Jack Webb is in the third year of his AHRC funded PhD, examining representations of Haiti in Britain in the nineteenth century.
“Haiti presented a series of troublesome questions to Western observers as it abolished slavery, overthrew its colonial power, expelled the majority of its ‘white’ population and maintained its tenuous independence as the New World’s only state with a ‘black’ government.
Considering Britain’s ambitions in the nineteenth century of maintaining and expanding its Empire, Haiti necessarily presented an uneasy presence that suggested the possibility of the collapse of Imperial rule and the introversion of racial hierarchies. In particular, it highlighted the potential of Britain’s enslaved (and later, subject) population in the Caribbean for self-government.
British representations of Haiti were complicated by the anxieties that they freighted. Haiti was often depicted as ‘barbaric’ and devoid of order. As I have found in writing up my second chapter, such representations helped to justify the expansion of the British Empire as they were contrasted against notions of measured British rule.
Problematic silence
What is particularly interesting, and makes this project especially important, is that Haiti has received relatively little attention from Western scholars. In part, this is due to Haiti’s unwelcomed independence that led to two centuries of problematic ‘silence’ in European and American historiographies.
Recent studies have tried to correct this and Haiti is now recognised as having one of the most complicated and important histories in the Atlantic World. Haitian studies is, then, a particularly fertile field of research that it is great to be a part of and I look forward to contributing to.
Over the past year I have met various Haitianists and scholars working on similar topics through participation in conferences and through my work as Seminar Convener for the University’s Centre for the Study of International Slavery (CSIS). The Centre is a joint initiative between the University and the International Slavery Museum that aims to research all aspects of slavery, from the history to modern day people trafficking.
International slavery
Considering Liverpool’s slaving past, it is wholly appropriate that such a centre exists in the city. It organises regular seminars, conferences and one-day series and I will be presenting a paper alongside Karen Salt, one of the field’s leading researchers.
In this talk I look at how Haiti was instrumentalized in parliamentary responses to the Morant Bay Rebellion (1865) as a warning against allowing the Jamaican ‘rebels’ further political rights.
Although Haiti was often cited in these debates, its definition was never opened up or discussed. To find out how Haiti was interpreted in the British Parliament, I look at the increasing practice of scientific discourse and its definitions of Haiti as a place that is quantifiably retrograde and simultaneously difficult to categorise.
Ultimately, parliamentary control over Jamaica was enhanced by making it a Crown Colony. Haiti’s anti-colonial status thereby strengthened British colonial control over its neighbouring Caribbean island.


> [DIRECTIONS FOR THIS TASK]: Set down, unchanged, the line holding "At what (x,y)" and all lines that follow it to the end of the material, leaving pictures out.

> [PROVIDED ENTRIES]:

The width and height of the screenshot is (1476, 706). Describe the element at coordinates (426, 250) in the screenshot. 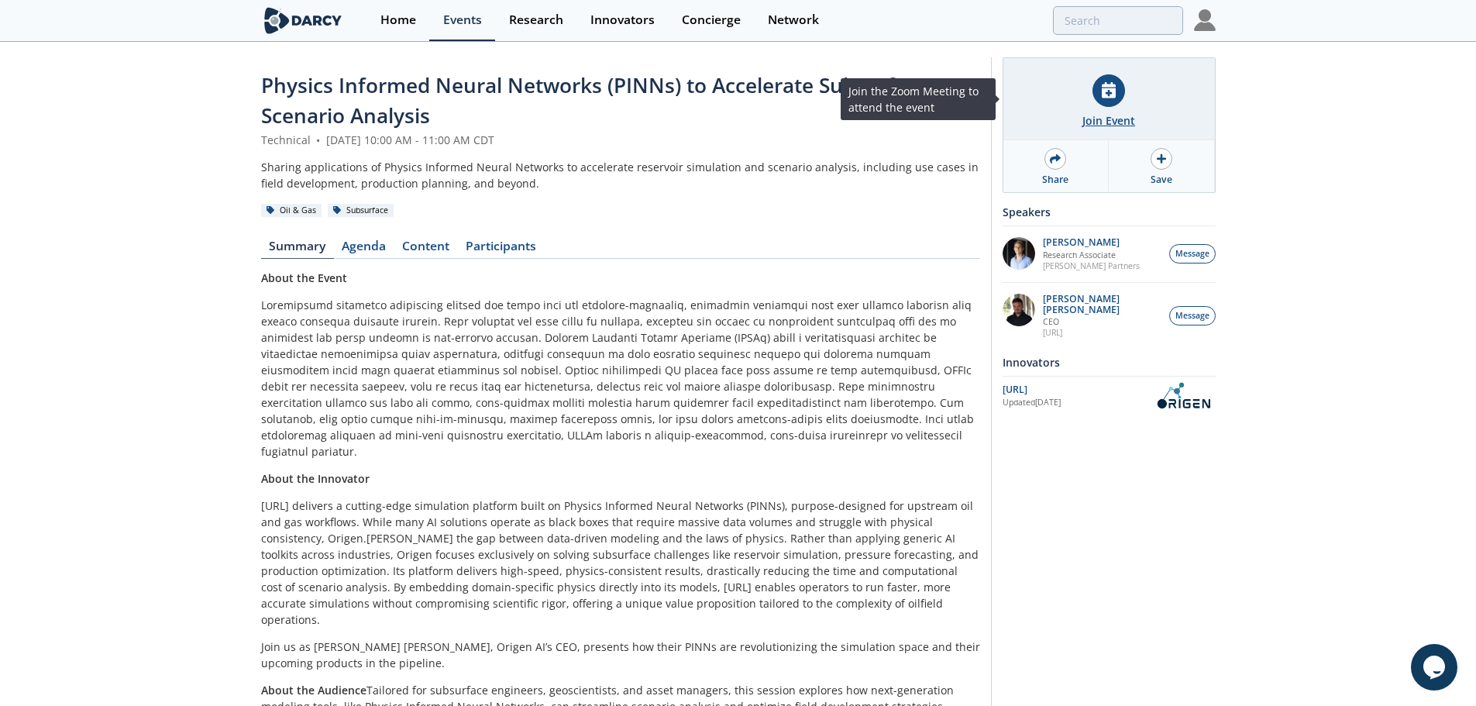

I see `a: Content` at that location.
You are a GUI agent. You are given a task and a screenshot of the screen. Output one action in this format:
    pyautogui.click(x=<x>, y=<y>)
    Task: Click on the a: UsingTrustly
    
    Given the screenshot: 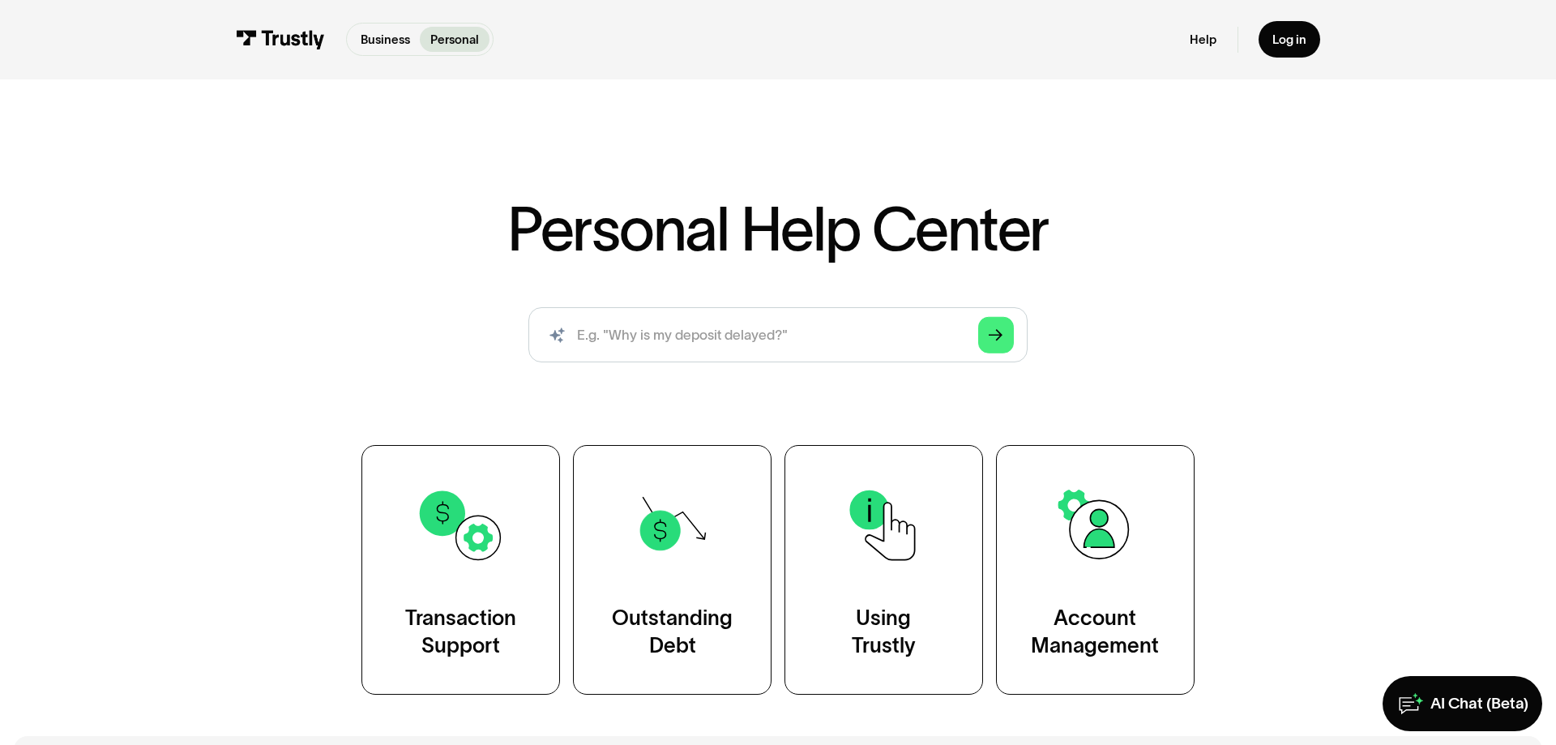 What is the action you would take?
    pyautogui.click(x=884, y=570)
    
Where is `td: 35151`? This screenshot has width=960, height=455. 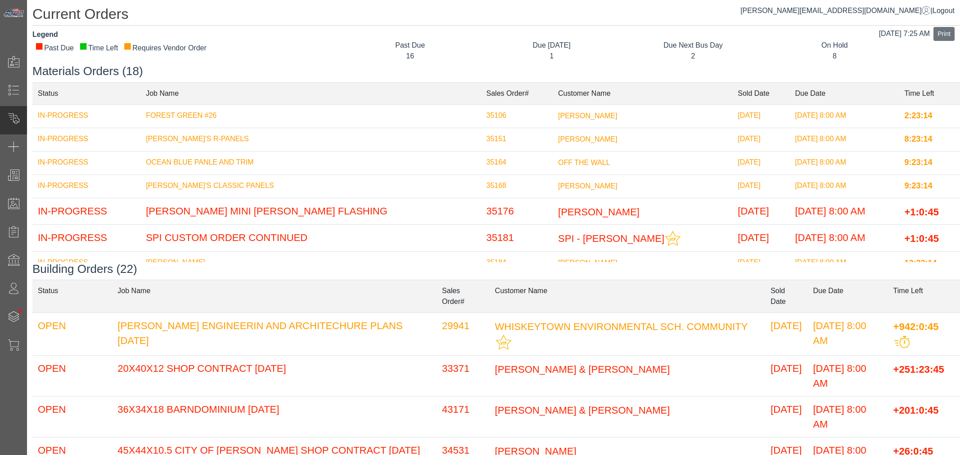 td: 35151 is located at coordinates (517, 139).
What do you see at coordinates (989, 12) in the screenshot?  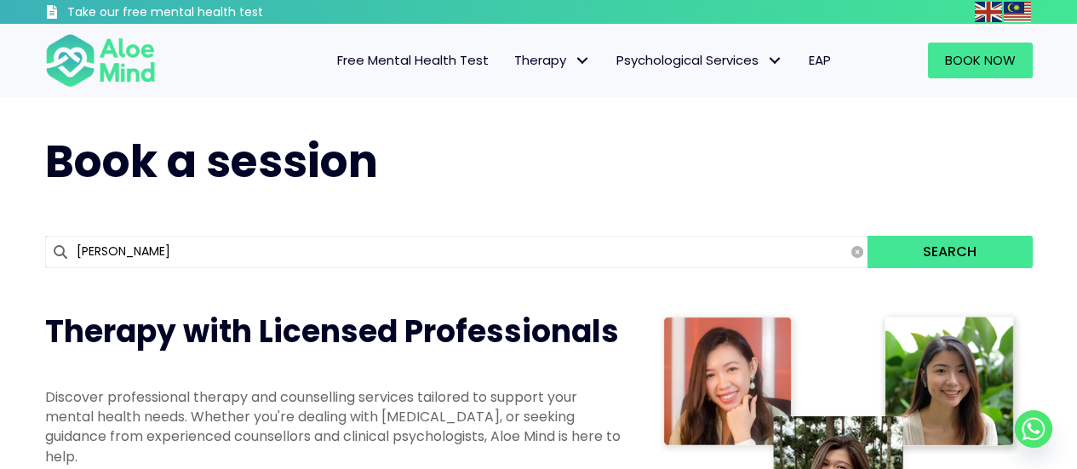 I see `img: en` at bounding box center [989, 12].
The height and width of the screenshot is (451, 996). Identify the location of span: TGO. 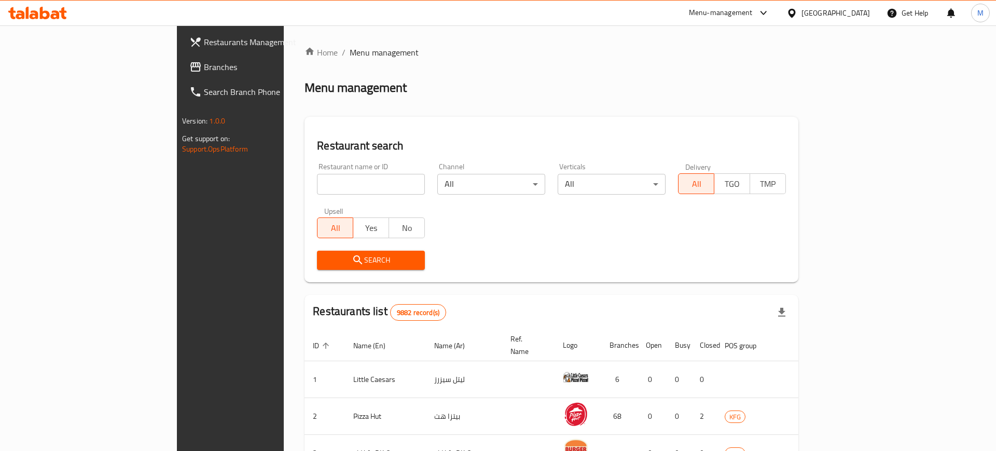
(732, 184).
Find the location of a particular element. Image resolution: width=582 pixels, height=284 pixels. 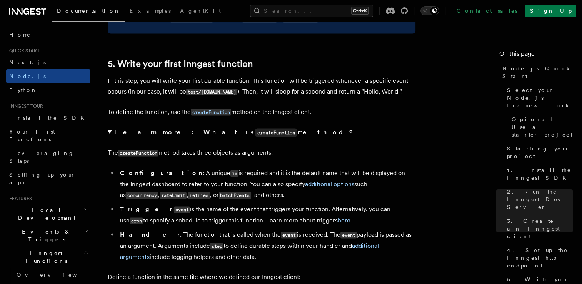

span: Optional: Use a starter project is located at coordinates (542, 127).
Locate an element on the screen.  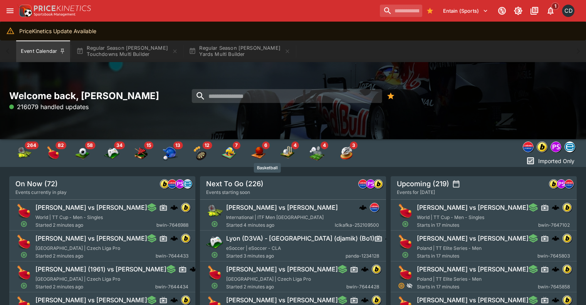
div: Esports is located at coordinates (112, 153).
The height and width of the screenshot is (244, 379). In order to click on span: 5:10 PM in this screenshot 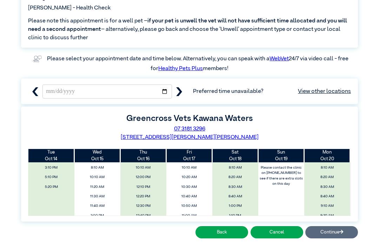, I will do `click(52, 177)`.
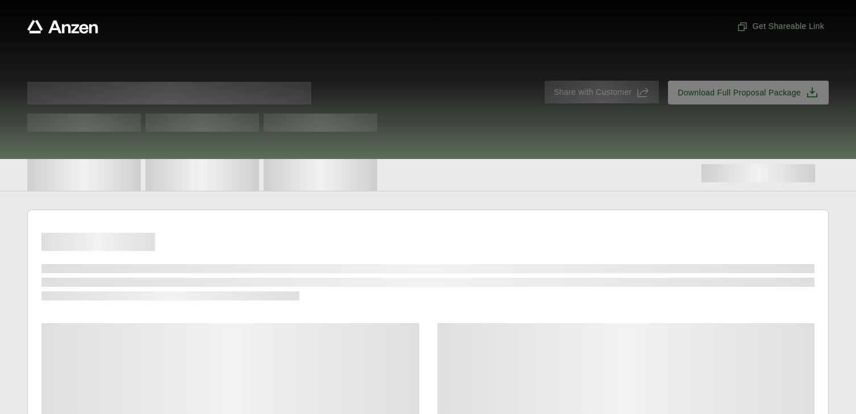 This screenshot has height=414, width=856. What do you see at coordinates (169, 93) in the screenshot?
I see `span: Proposal for` at bounding box center [169, 93].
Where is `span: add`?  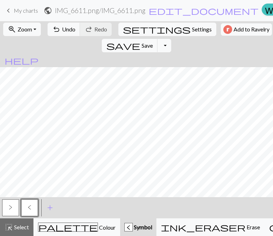
span: add is located at coordinates (50, 207).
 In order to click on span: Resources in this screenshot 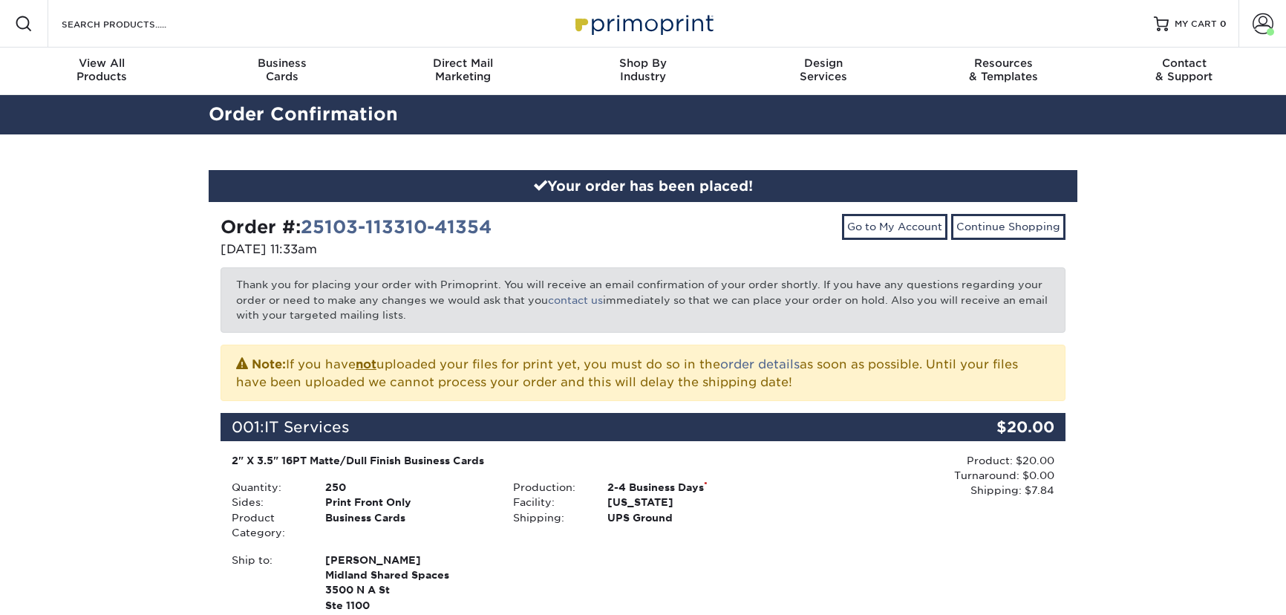, I will do `click(1003, 63)`.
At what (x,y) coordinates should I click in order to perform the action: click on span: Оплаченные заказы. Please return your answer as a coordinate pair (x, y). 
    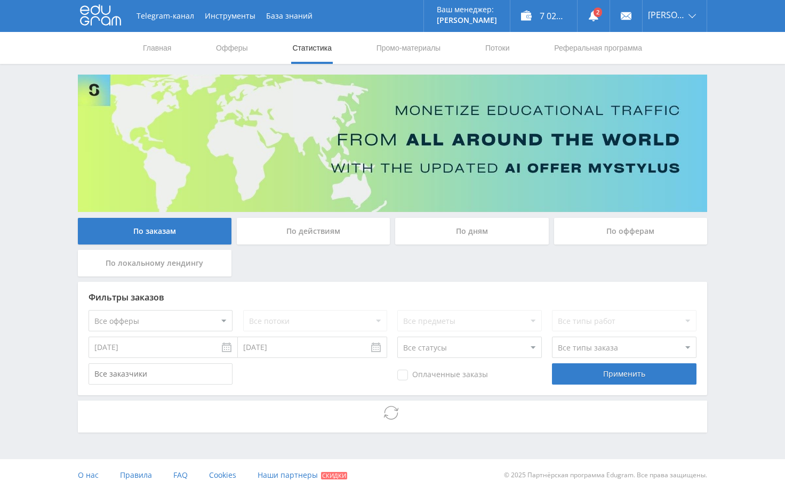
    Looking at the image, I should click on (442, 375).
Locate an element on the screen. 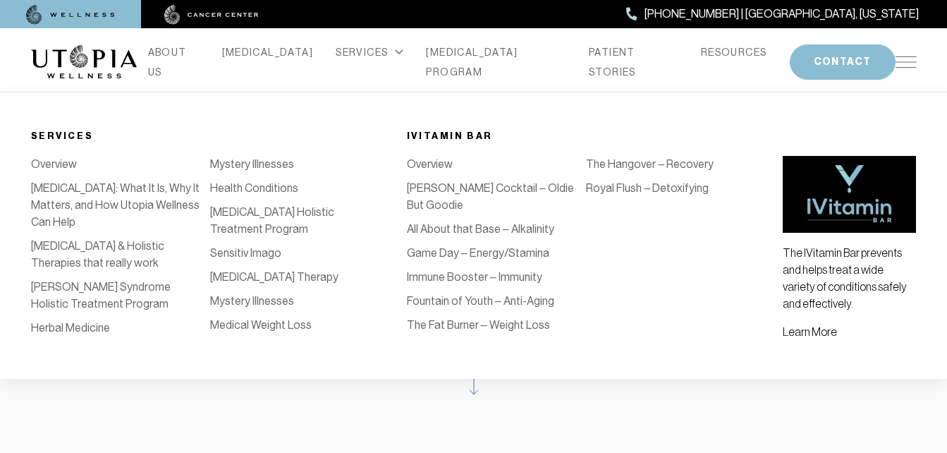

> [ANSWER TO THE PROBLEM]:
At what (x,y) coordinates should I click in order to perform the action: click on span: Оплаченные заказы. Please return your answer as a coordinate pair (x, y). 
    Looking at the image, I should click on (442, 375).
Locate an element on the screen. 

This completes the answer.